Segment Start: Information given

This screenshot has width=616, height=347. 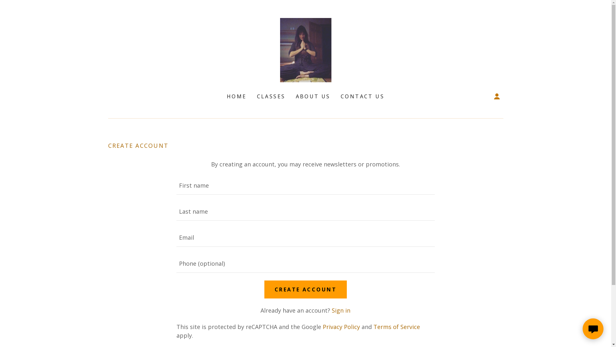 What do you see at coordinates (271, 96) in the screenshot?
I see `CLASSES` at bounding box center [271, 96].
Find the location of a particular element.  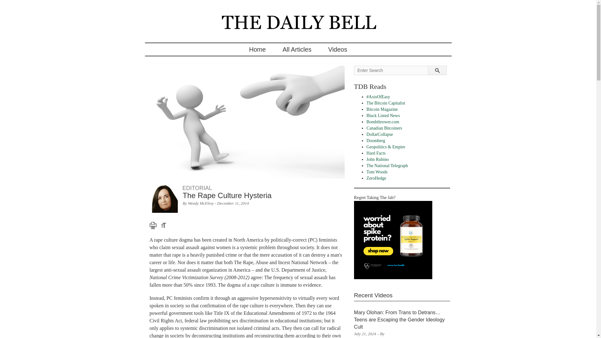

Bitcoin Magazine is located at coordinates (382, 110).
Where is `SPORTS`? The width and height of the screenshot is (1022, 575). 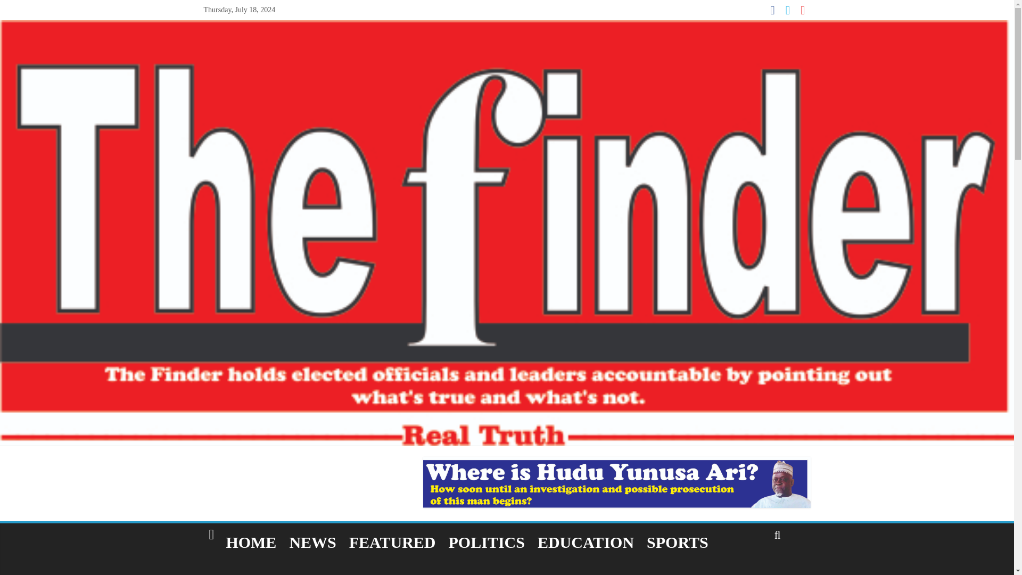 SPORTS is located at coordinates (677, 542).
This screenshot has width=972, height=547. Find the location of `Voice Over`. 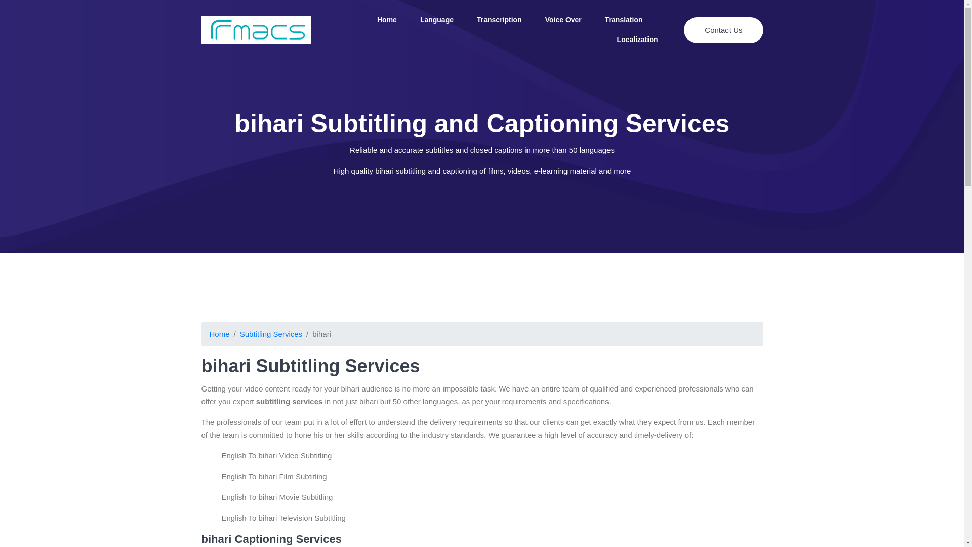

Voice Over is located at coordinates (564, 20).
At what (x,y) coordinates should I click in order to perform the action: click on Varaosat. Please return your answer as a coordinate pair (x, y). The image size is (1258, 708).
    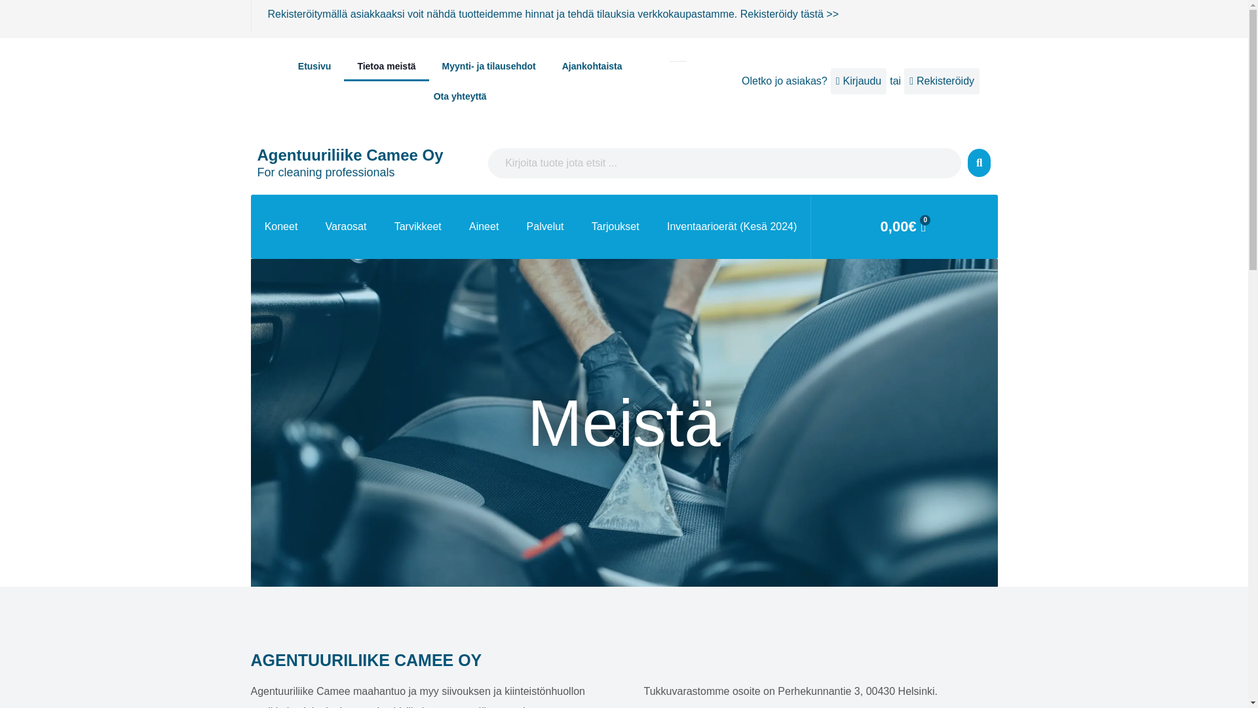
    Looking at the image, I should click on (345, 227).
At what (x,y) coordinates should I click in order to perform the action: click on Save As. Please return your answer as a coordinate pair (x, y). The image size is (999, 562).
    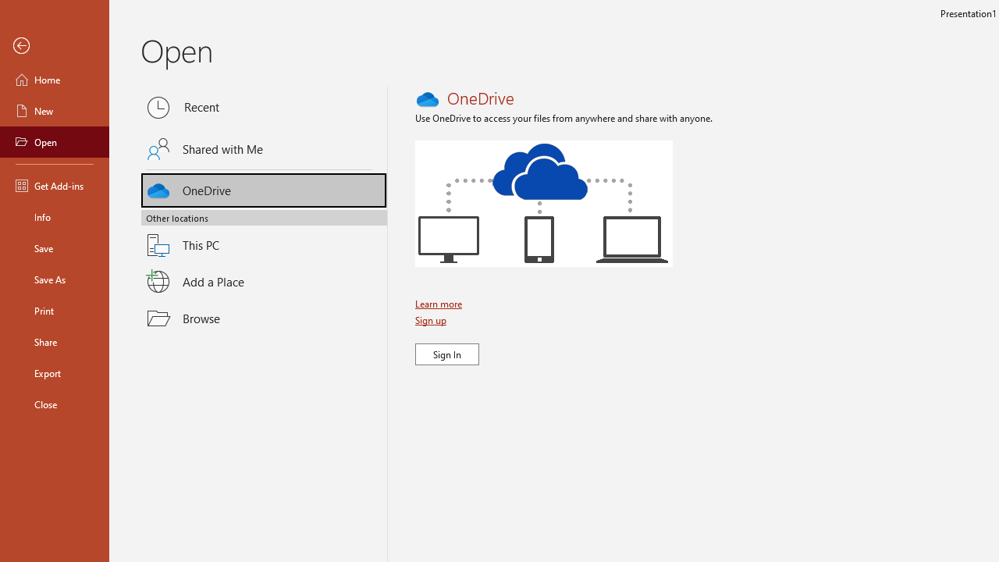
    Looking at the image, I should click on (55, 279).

Segment End: Information given
Segment Start: Information given

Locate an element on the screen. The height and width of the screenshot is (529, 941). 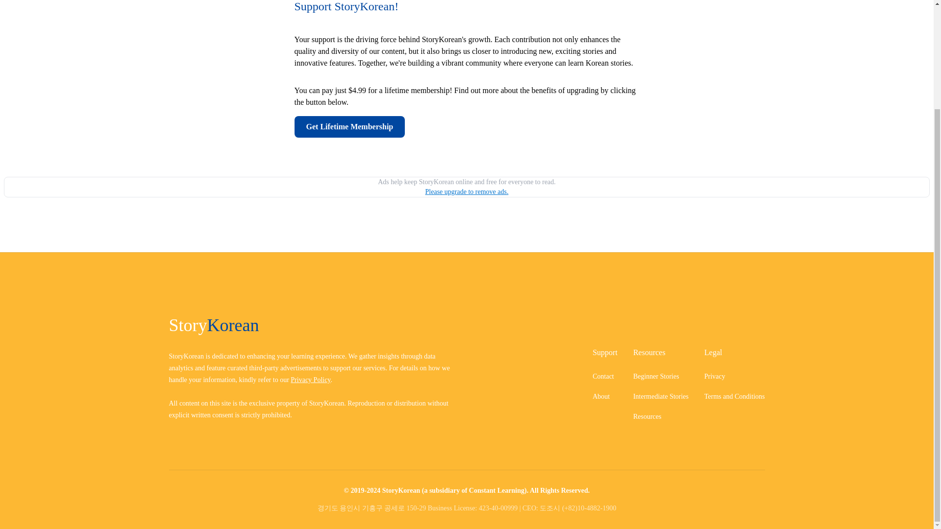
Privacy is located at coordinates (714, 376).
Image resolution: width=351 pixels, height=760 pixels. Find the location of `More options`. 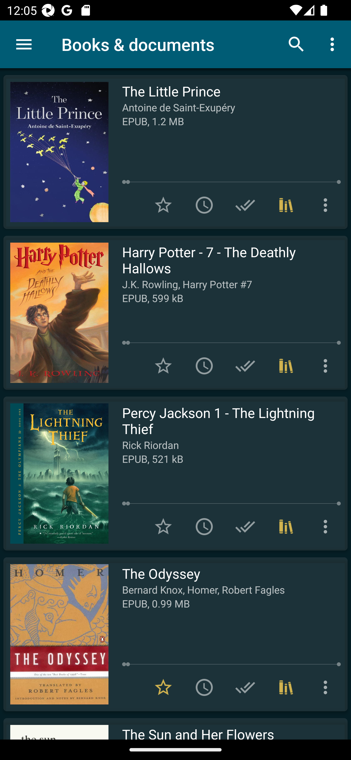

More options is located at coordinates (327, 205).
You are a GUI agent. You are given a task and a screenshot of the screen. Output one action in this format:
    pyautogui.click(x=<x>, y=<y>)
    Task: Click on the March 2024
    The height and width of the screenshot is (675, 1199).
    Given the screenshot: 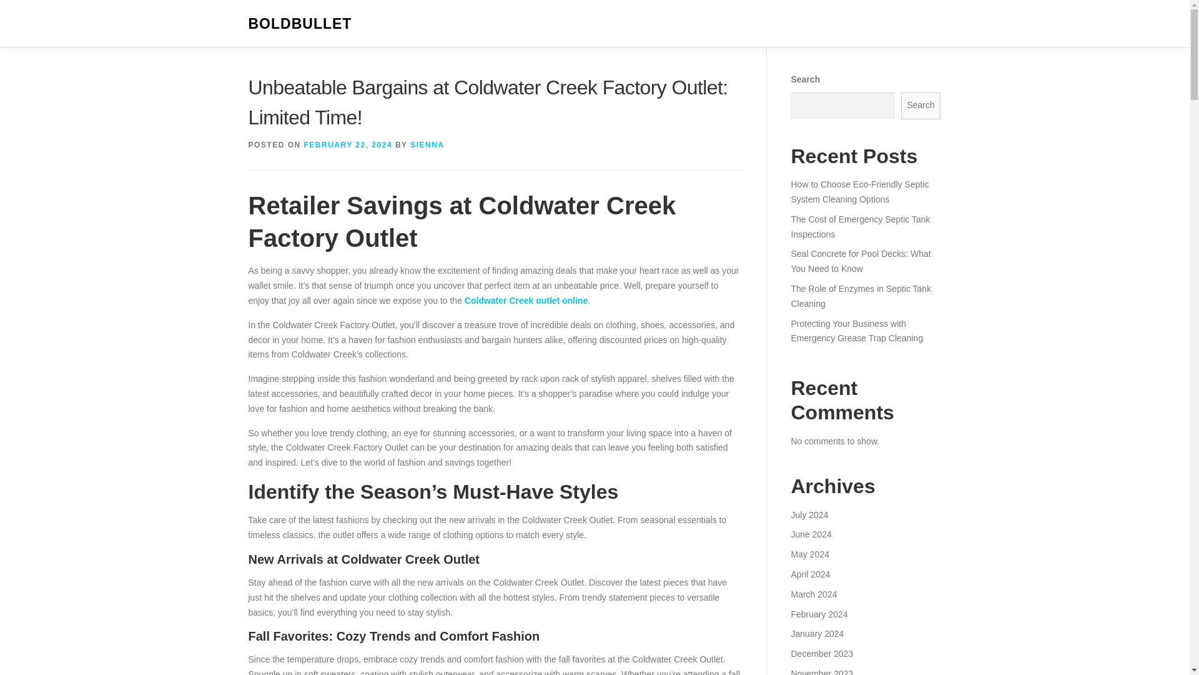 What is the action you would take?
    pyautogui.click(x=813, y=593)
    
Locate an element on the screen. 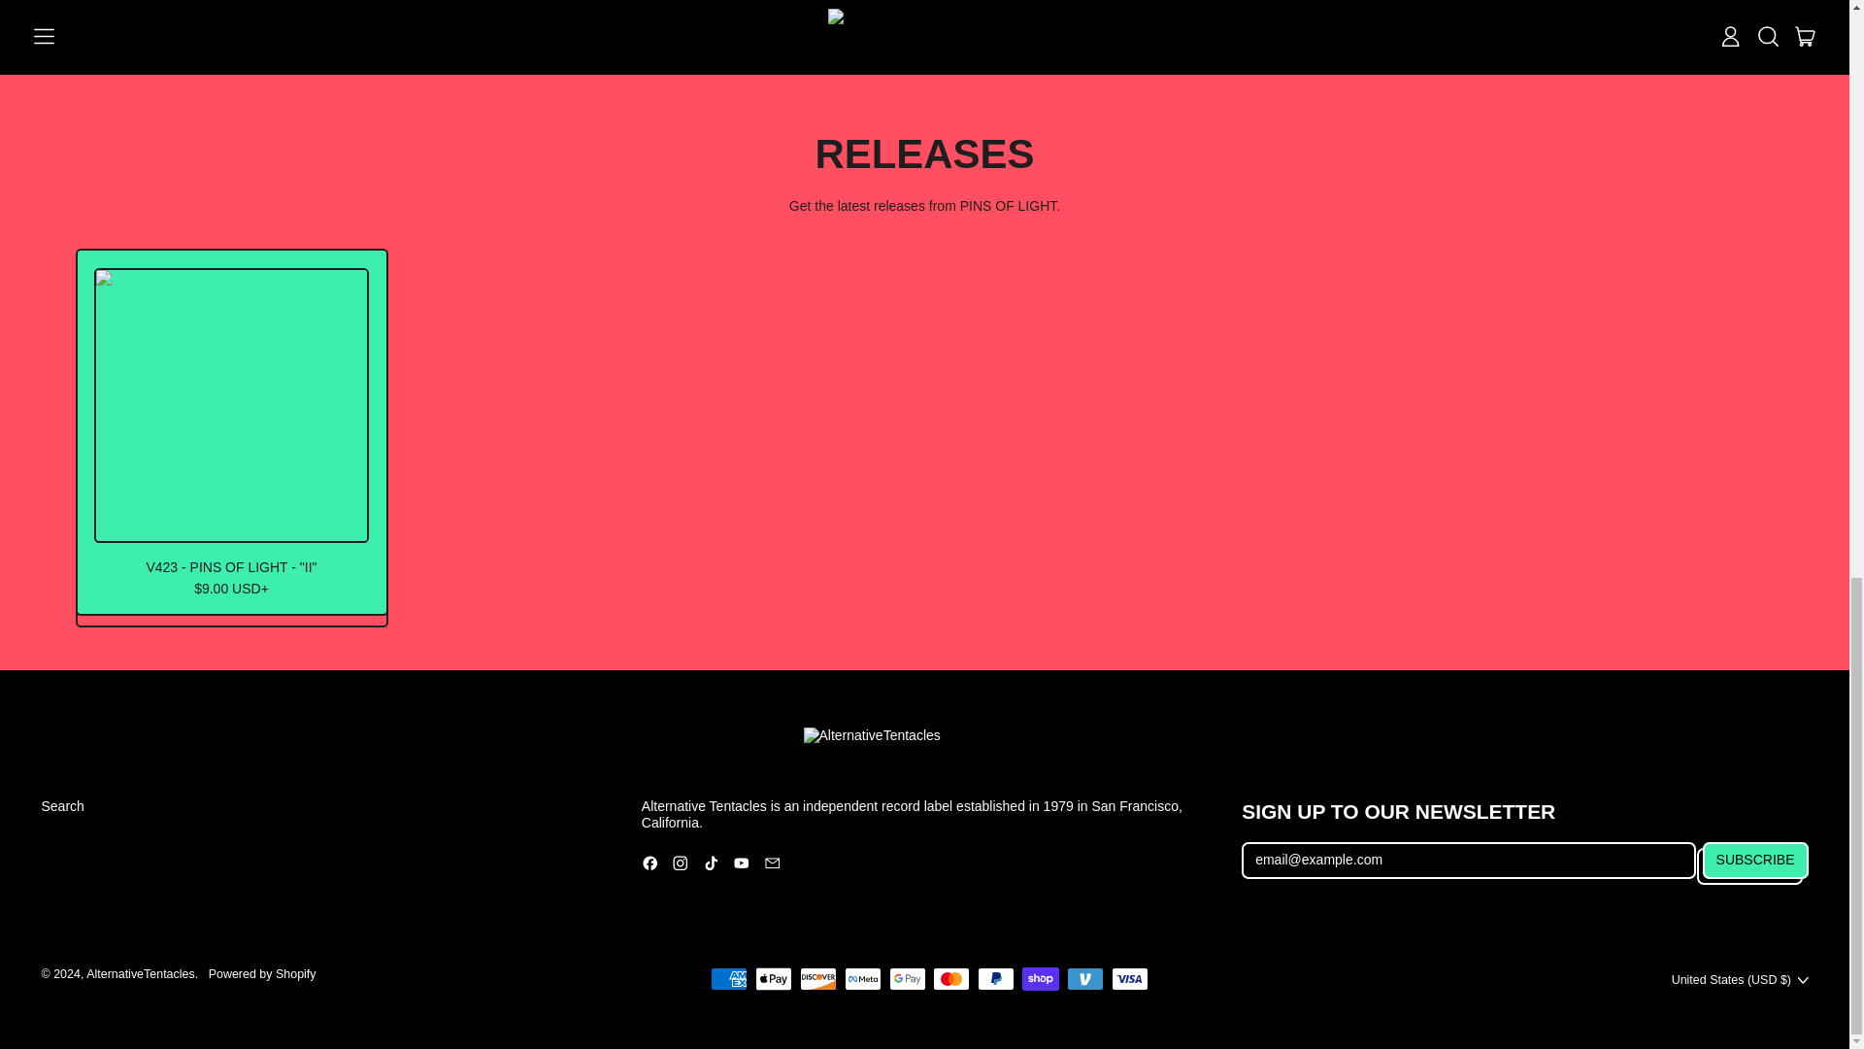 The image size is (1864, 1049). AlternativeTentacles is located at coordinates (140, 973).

Segment End: Information given
Segment Start: Information given

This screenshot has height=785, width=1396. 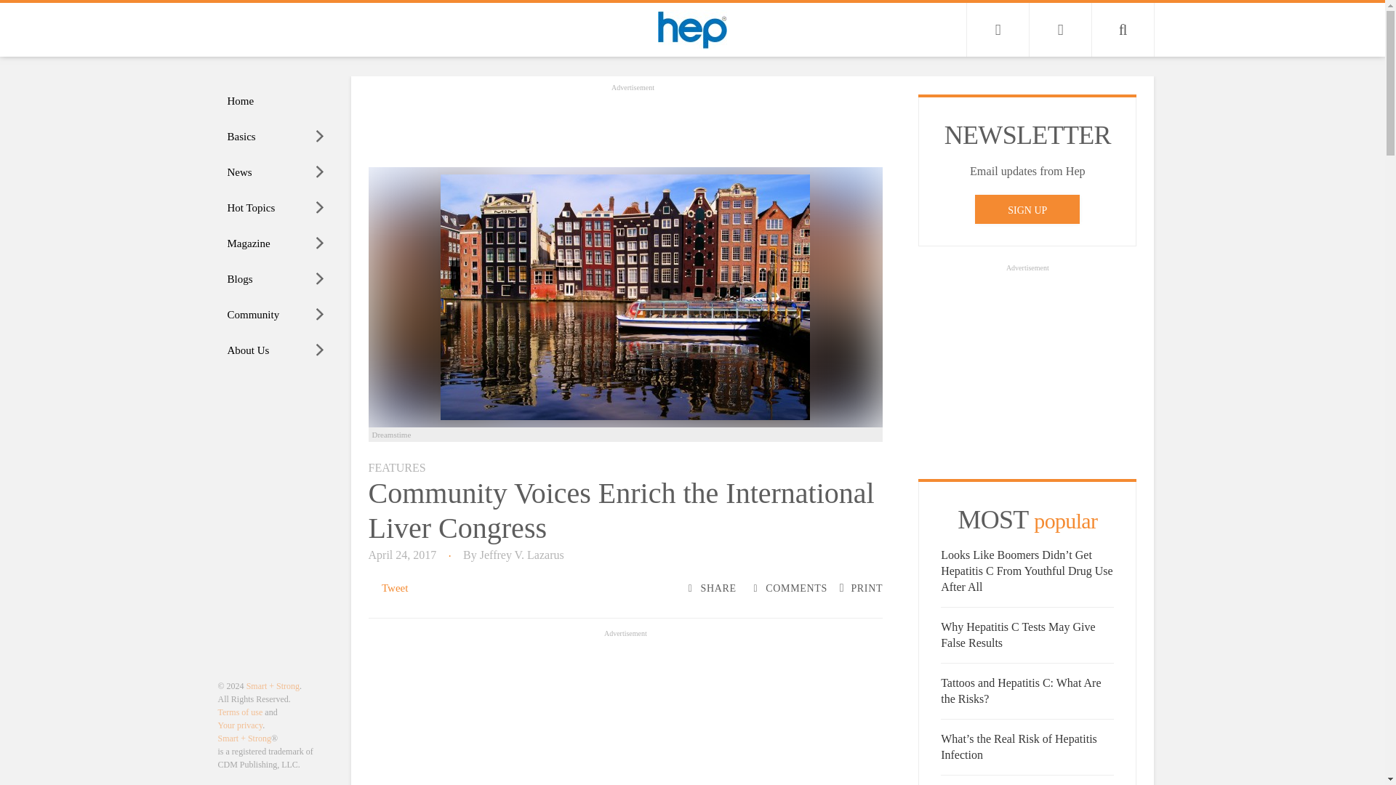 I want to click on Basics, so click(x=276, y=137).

Segment End: Information given

Above are entries with pictures among them. Write out exactly the lines from the one containing "Locate an element on the screen. The" through the one containing "Task: Click on the March 2024", ends included, and leave those pictures out.

Locate an element on the screen. The height and width of the screenshot is (529, 941). 
Privacy is located at coordinates (714, 376).
Image resolution: width=351 pixels, height=760 pixels. Find the location of `More options`. 

More options is located at coordinates (327, 205).
You are a GUI agent. You are given a task and a screenshot of the screen. Output one action in this format:
    pyautogui.click(x=<x>, y=<y>)
    Task: Click on the March 2024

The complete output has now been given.